Federation Protocols
In building a federated architecture that addresses interoperability, assurance, and trust concerns across security domains, the following protocols have emerged as useful building blocks for identity management integration:- SAML 1.0 and 1.1, which define a format for security data exchange known as an assertion, and profiles which provide the means for using the assertions
- SAML 2.0, which extends SAML 1.1 to provide additional profiles.
- WS-Federation, which enables different security realms to federate by brokering trust of identities, user attributes, authentication between participating Web services
SAML 1.x
SAML 1.0 defines two key concepts:- a security token format, known as an assertion, which associates a given identity with specific access rights
- profiles that describe ways to package these assertions to provide single sign-on
SAML 2.0
SAML 2.0 includes support for single sign-on based largely on the framework developed by the Liberty Alliance ID-FF specifications.Although the concept of identity federation is not present in the specifications, SAML 2.0 promotes the existence of a name identifier for a specific use. SAML 2.0 supports a number of named profiles that largely mirror the functionality of the Liberty ID-FF 1.2 profiles, on top of the name identifiers inherited from SAML 1.x.
WS-Federation
The WS-Federation specification is "an integrated model for federating identity, authentication, and authorization across different trust realms and protocols." WS-Federation is a Web services-oriented standard which supports profiles for passive requestors, such as Web browsers, as well as active requestors such as SOAP-enabled applications.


Directions for this task ▸
In your copy of the data, include no pictures and alter nothing else.

(Recorded data)
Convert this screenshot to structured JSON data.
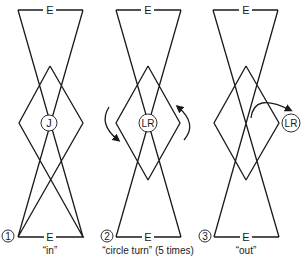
{
  "panels": [
    {
      "number": "1",
      "top_label": "E",
      "bottom_label": "E",
      "center_label": "J",
      "caption": "“in”"
    },
    {
      "number": "2",
      "top_label": "E",
      "bottom_label": "E",
      "center_label": "LR",
      "caption": "“circle turn” (5 times)"
    },
    {
      "number": "3",
      "top_label": "E",
      "bottom_label": "E",
      "center_label": "LR",
      "caption": "“out”"
    }
  ],
  "colors": {
    "stroke": "#1a1a1a",
    "background": "#ffffff"
  }
}
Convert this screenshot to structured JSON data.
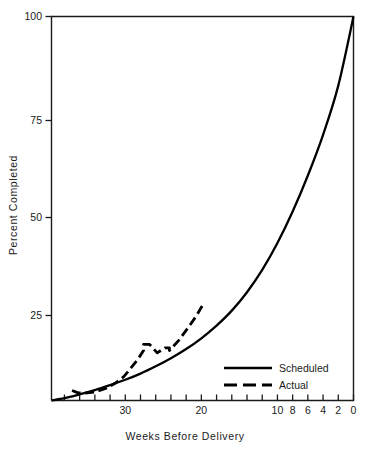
{
  "chart_data": {
    "type": "line",
    "title": "",
    "subtitle": "",
    "xlabel": "Weeks Before Delivery",
    "ylabel": "Percent  Completed",
    "xlim": [
      39.7,
      0
    ],
    "ylim": [
      0,
      100
    ],
    "x_inverted": true,
    "grid": false,
    "legend_position": "inside-bottom-right",
    "x_ticks_major": [
      "30",
      "20",
      "10",
      "8",
      "6",
      "4",
      "2",
      "0"
    ],
    "x_tick_major_values": [
      30,
      20,
      10,
      8,
      6,
      4,
      2,
      0
    ],
    "x_tick_minor_values": [
      38,
      36,
      34,
      32,
      28,
      26,
      24,
      22,
      18,
      16,
      14,
      12
    ],
    "y_ticks": [
      "100",
      "75",
      "50",
      "25"
    ],
    "y_tick_values": [
      100,
      75,
      50,
      25
    ],
    "series": [
      {
        "name": "Scheduled",
        "style": "solid",
        "color": "#000000",
        "x": [
          39.7,
          38,
          36,
          34,
          32,
          30,
          28,
          26,
          24,
          22,
          20,
          18,
          16,
          14,
          12,
          10,
          8,
          6,
          4,
          2,
          0
        ],
        "y": [
          0,
          0.6,
          1.6,
          2.7,
          4.0,
          5.4,
          7.0,
          8.9,
          11.0,
          13.4,
          16.2,
          19.5,
          23.4,
          28.2,
          34.0,
          41.0,
          49.2,
          58.6,
          69.2,
          82.0,
          100.0
        ]
      },
      {
        "name": "Actual",
        "style": "dashed",
        "color": "#000000",
        "x": [
          37.0,
          36.2,
          35.4,
          34.0,
          32.5,
          31.4,
          30.2,
          29.2,
          28.4,
          27.6,
          27.6,
          26.8,
          25.8,
          24.8,
          24.2,
          24.2,
          23.0,
          21.8,
          20.6,
          19.9
        ],
        "y": [
          2.6,
          2.0,
          1.9,
          2.2,
          3.2,
          4.4,
          6.2,
          8.6,
          10.6,
          13.0,
          14.6,
          14.6,
          12.4,
          13.7,
          13.7,
          13.0,
          15.6,
          18.8,
          22.2,
          24.6
        ]
      }
    ],
    "annotations": []
  },
  "legend": {
    "entries": [
      {
        "label": "Scheduled",
        "style": "solid"
      },
      {
        "label": "Actual",
        "style": "dashed"
      }
    ]
  },
  "colors": {
    "ink": "#1a1a1a",
    "curve": "#000000",
    "background": "#ffffff"
  }
}
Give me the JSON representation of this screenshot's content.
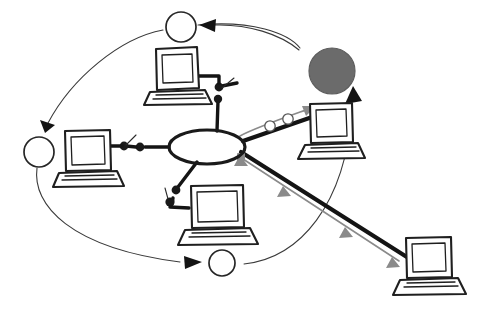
{
  "diagram": {
    "title": "Hand-drawn network topology diagram",
    "background_color": "#ffffff",
    "ink_color": "#1a1a1a",
    "accent_gray": "#6b6b6b",
    "flow_gray": "#8a8a8a",
    "canvas": {
      "width": 478,
      "height": 311
    }
  },
  "hub": {
    "label": "central-hub",
    "shape": "ellipse",
    "fill": "#ffffff",
    "stroke": "#141414",
    "cx": 207,
    "cy": 147,
    "rx": 38,
    "ry": 17
  },
  "nodes": [
    {
      "id": "node-top",
      "label": "top-open-node",
      "style": "open",
      "fill": "#ffffff",
      "cx": 181,
      "cy": 27,
      "r": 15
    },
    {
      "id": "node-left",
      "label": "left-open-node",
      "style": "open",
      "fill": "#ffffff",
      "cx": 39,
      "cy": 152,
      "r": 15
    },
    {
      "id": "node-bottom",
      "label": "bottom-open-node",
      "style": "open",
      "fill": "#ffffff",
      "cx": 222,
      "cy": 263,
      "r": 13
    },
    {
      "id": "node-gray",
      "label": "filled-gray-node",
      "style": "filled",
      "fill": "#6b6b6b",
      "cx": 332,
      "cy": 71,
      "r": 23
    }
  ],
  "laptops": [
    {
      "id": "laptop-top",
      "label": "top-laptop",
      "x": 155,
      "y": 48
    },
    {
      "id": "laptop-left",
      "label": "left-laptop",
      "x": 62,
      "y": 130
    },
    {
      "id": "laptop-bottom",
      "label": "bottom-center-laptop",
      "x": 188,
      "y": 185
    },
    {
      "id": "laptop-right",
      "label": "right-laptop",
      "x": 305,
      "y": 103
    },
    {
      "id": "laptop-bottom-right",
      "label": "bottom-right-laptop",
      "x": 403,
      "y": 237
    }
  ],
  "cables": [
    {
      "id": "cable-top",
      "label": "hub-to-top-laptop-cable",
      "from": "hub",
      "to": "laptop-top",
      "connectors": 2
    },
    {
      "id": "cable-left",
      "label": "hub-to-left-laptop-cable",
      "from": "hub",
      "to": "laptop-left",
      "connectors": 2
    },
    {
      "id": "cable-bottom",
      "label": "hub-to-bottom-laptop-cable",
      "from": "hub",
      "to": "laptop-bottom",
      "connectors": 2
    },
    {
      "id": "cable-right",
      "label": "hub-to-right-laptop-cable",
      "from": "hub",
      "to": "laptop-right",
      "connectors": 0
    },
    {
      "id": "cable-bottom-right",
      "label": "hub-to-bottom-right-laptop-cable",
      "from": "hub",
      "to": "laptop-bottom-right",
      "connectors": 1
    }
  ],
  "flows": [
    {
      "id": "flow-right",
      "label": "packet-flow-to-right-laptop",
      "direction": "toward-right-laptop",
      "color": "#8a8a8a",
      "packet_rings": 2
    },
    {
      "id": "flow-bottom-right",
      "label": "packet-flow-to-bottom-right-laptop",
      "direction": "toward-bottom-right-laptop",
      "color": "#8a8a8a",
      "arrow_heads": 4
    }
  ],
  "loop_arrows": [
    {
      "id": "arc-top-left",
      "label": "arc-from-top-node-to-left-node",
      "from": "node-top",
      "to": "node-left",
      "color": "#3a3a3a"
    },
    {
      "id": "arc-left-bottom",
      "label": "arc-from-left-node-to-bottom-node",
      "from": "node-left",
      "to": "node-bottom",
      "color": "#3a3a3a"
    },
    {
      "id": "arc-bottom-gray",
      "label": "arc-from-bottom-right-to-gray-node",
      "from": "bottom-right-area",
      "to": "node-gray",
      "color": "#3a3a3a"
    },
    {
      "id": "arc-gray-top",
      "label": "arc-from-gray-node-area-to-top-node",
      "from": "node-gray",
      "to": "node-top",
      "color": "#3a3a3a"
    }
  ]
}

Solution to this exercise ▸
Convert this screenshot to structured JSON data.
{
  "panels": [
    {
      "number": "1",
      "top_label": "E",
      "bottom_label": "E",
      "center_label": "J",
      "caption": "“in”"
    },
    {
      "number": "2",
      "top_label": "E",
      "bottom_label": "E",
      "center_label": "LR",
      "caption": "“circle turn” (5 times)"
    },
    {
      "number": "3",
      "top_label": "E",
      "bottom_label": "E",
      "center_label": "LR",
      "caption": "“out”"
    }
  ],
  "colors": {
    "stroke": "#1a1a1a",
    "background": "#ffffff"
  }
}
Convert this screenshot to structured JSON data.
{
  "chart_data": {
    "type": "line",
    "title": "",
    "subtitle": "",
    "xlabel": "Weeks Before Delivery",
    "ylabel": "Percent  Completed",
    "xlim": [
      39.7,
      0
    ],
    "ylim": [
      0,
      100
    ],
    "x_inverted": true,
    "grid": false,
    "legend_position": "inside-bottom-right",
    "x_ticks_major": [
      "30",
      "20",
      "10",
      "8",
      "6",
      "4",
      "2",
      "0"
    ],
    "x_tick_major_values": [
      30,
      20,
      10,
      8,
      6,
      4,
      2,
      0
    ],
    "x_tick_minor_values": [
      38,
      36,
      34,
      32,
      28,
      26,
      24,
      22,
      18,
      16,
      14,
      12
    ],
    "y_ticks": [
      "100",
      "75",
      "50",
      "25"
    ],
    "y_tick_values": [
      100,
      75,
      50,
      25
    ],
    "series": [
      {
        "name": "Scheduled",
        "style": "solid",
        "color": "#000000",
        "x": [
          39.7,
          38,
          36,
          34,
          32,
          30,
          28,
          26,
          24,
          22,
          20,
          18,
          16,
          14,
          12,
          10,
          8,
          6,
          4,
          2,
          0
        ],
        "y": [
          0,
          0.6,
          1.6,
          2.7,
          4.0,
          5.4,
          7.0,
          8.9,
          11.0,
          13.4,
          16.2,
          19.5,
          23.4,
          28.2,
          34.0,
          41.0,
          49.2,
          58.6,
          69.2,
          82.0,
          100.0
        ]
      },
      {
        "name": "Actual",
        "style": "dashed",
        "color": "#000000",
        "x": [
          37.0,
          36.2,
          35.4,
          34.0,
          32.5,
          31.4,
          30.2,
          29.2,
          28.4,
          27.6,
          27.6,
          26.8,
          25.8,
          24.8,
          24.2,
          24.2,
          23.0,
          21.8,
          20.6,
          19.9
        ],
        "y": [
          2.6,
          2.0,
          1.9,
          2.2,
          3.2,
          4.4,
          6.2,
          8.6,
          10.6,
          13.0,
          14.6,
          14.6,
          12.4,
          13.7,
          13.7,
          13.0,
          15.6,
          18.8,
          22.2,
          24.6
        ]
      }
    ],
    "annotations": []
  },
  "legend": {
    "entries": [
      {
        "label": "Scheduled",
        "style": "solid"
      },
      {
        "label": "Actual",
        "style": "dashed"
      }
    ]
  },
  "colors": {
    "ink": "#1a1a1a",
    "curve": "#000000",
    "background": "#ffffff"
  }
}
Give me the JSON representation of this screenshot's content.
{
  "diagram": {
    "title": "Hand-drawn network topology diagram",
    "background_color": "#ffffff",
    "ink_color": "#1a1a1a",
    "accent_gray": "#6b6b6b",
    "flow_gray": "#8a8a8a",
    "canvas": {
      "width": 478,
      "height": 311
    }
  },
  "hub": {
    "label": "central-hub",
    "shape": "ellipse",
    "fill": "#ffffff",
    "stroke": "#141414",
    "cx": 207,
    "cy": 147,
    "rx": 38,
    "ry": 17
  },
  "nodes": [
    {
      "id": "node-top",
      "label": "top-open-node",
      "style": "open",
      "fill": "#ffffff",
      "cx": 181,
      "cy": 27,
      "r": 15
    },
    {
      "id": "node-left",
      "label": "left-open-node",
      "style": "open",
      "fill": "#ffffff",
      "cx": 39,
      "cy": 152,
      "r": 15
    },
    {
      "id": "node-bottom",
      "label": "bottom-open-node",
      "style": "open",
      "fill": "#ffffff",
      "cx": 222,
      "cy": 263,
      "r": 13
    },
    {
      "id": "node-gray",
      "label": "filled-gray-node",
      "style": "filled",
      "fill": "#6b6b6b",
      "cx": 332,
      "cy": 71,
      "r": 23
    }
  ],
  "laptops": [
    {
      "id": "laptop-top",
      "label": "top-laptop",
      "x": 155,
      "y": 48
    },
    {
      "id": "laptop-left",
      "label": "left-laptop",
      "x": 62,
      "y": 130
    },
    {
      "id": "laptop-bottom",
      "label": "bottom-center-laptop",
      "x": 188,
      "y": 185
    },
    {
      "id": "laptop-right",
      "label": "right-laptop",
      "x": 305,
      "y": 103
    },
    {
      "id": "laptop-bottom-right",
      "label": "bottom-right-laptop",
      "x": 403,
      "y": 237
    }
  ],
  "cables": [
    {
      "id": "cable-top",
      "label": "hub-to-top-laptop-cable",
      "from": "hub",
      "to": "laptop-top",
      "connectors": 2
    },
    {
      "id": "cable-left",
      "label": "hub-to-left-laptop-cable",
      "from": "hub",
      "to": "laptop-left",
      "connectors": 2
    },
    {
      "id": "cable-bottom",
      "label": "hub-to-bottom-laptop-cable",
      "from": "hub",
      "to": "laptop-bottom",
      "connectors": 2
    },
    {
      "id": "cable-right",
      "label": "hub-to-right-laptop-cable",
      "from": "hub",
      "to": "laptop-right",
      "connectors": 0
    },
    {
      "id": "cable-bottom-right",
      "label": "hub-to-bottom-right-laptop-cable",
      "from": "hub",
      "to": "laptop-bottom-right",
      "connectors": 1
    }
  ],
  "flows": [
    {
      "id": "flow-right",
      "label": "packet-flow-to-right-laptop",
      "direction": "toward-right-laptop",
      "color": "#8a8a8a",
      "packet_rings": 2
    },
    {
      "id": "flow-bottom-right",
      "label": "packet-flow-to-bottom-right-laptop",
      "direction": "toward-bottom-right-laptop",
      "color": "#8a8a8a",
      "arrow_heads": 4
    }
  ],
  "loop_arrows": [
    {
      "id": "arc-top-left",
      "label": "arc-from-top-node-to-left-node",
      "from": "node-top",
      "to": "node-left",
      "color": "#3a3a3a"
    },
    {
      "id": "arc-left-bottom",
      "label": "arc-from-left-node-to-bottom-node",
      "from": "node-left",
      "to": "node-bottom",
      "color": "#3a3a3a"
    },
    {
      "id": "arc-bottom-gray",
      "label": "arc-from-bottom-right-to-gray-node",
      "from": "bottom-right-area",
      "to": "node-gray",
      "color": "#3a3a3a"
    },
    {
      "id": "arc-gray-top",
      "label": "arc-from-gray-node-area-to-top-node",
      "from": "node-gray",
      "to": "node-top",
      "color": "#3a3a3a"
    }
  ]
}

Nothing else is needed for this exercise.